== Segment start ==

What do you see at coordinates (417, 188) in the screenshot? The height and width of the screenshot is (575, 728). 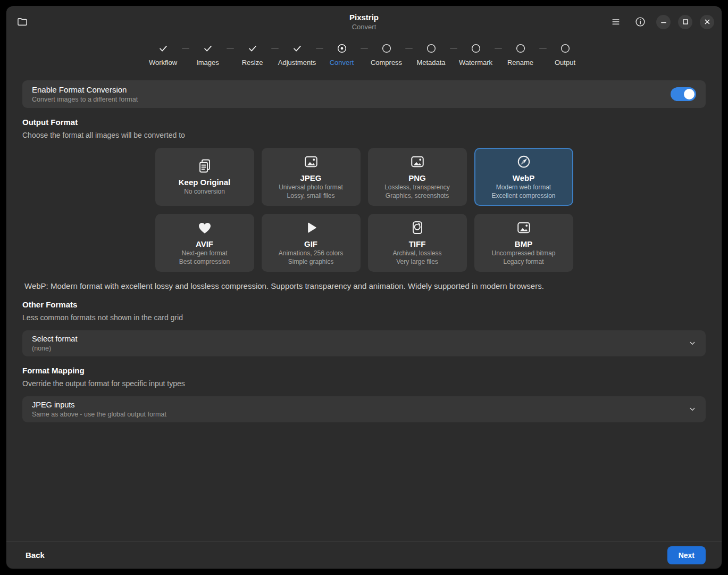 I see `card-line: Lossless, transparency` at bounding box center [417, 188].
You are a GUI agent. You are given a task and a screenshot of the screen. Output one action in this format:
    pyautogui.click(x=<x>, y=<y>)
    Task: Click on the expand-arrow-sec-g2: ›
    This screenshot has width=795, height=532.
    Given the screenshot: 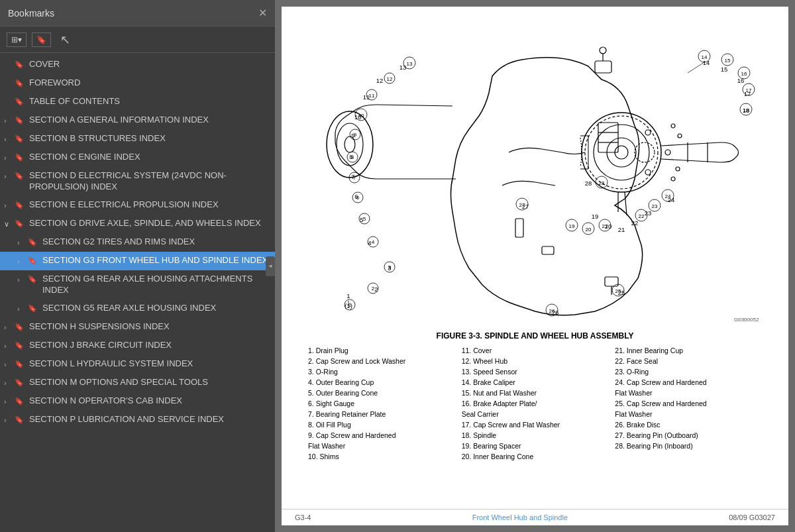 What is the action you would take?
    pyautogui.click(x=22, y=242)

== Segment end ==

> TASK ITEM
Find "You are a GUI" in the entries above and copy that whole line exactly, then each line after it through the line that contains "This screenshot has".

> YOUR RESPONSE
You are a GUI agent. You are given a task and a screenshot of the screen. Output one action in this format:
    pyautogui.click(x=<x>, y=<y>)
    Task: Click on the expand-arrow-sec-g2: ›
    This screenshot has width=795, height=532.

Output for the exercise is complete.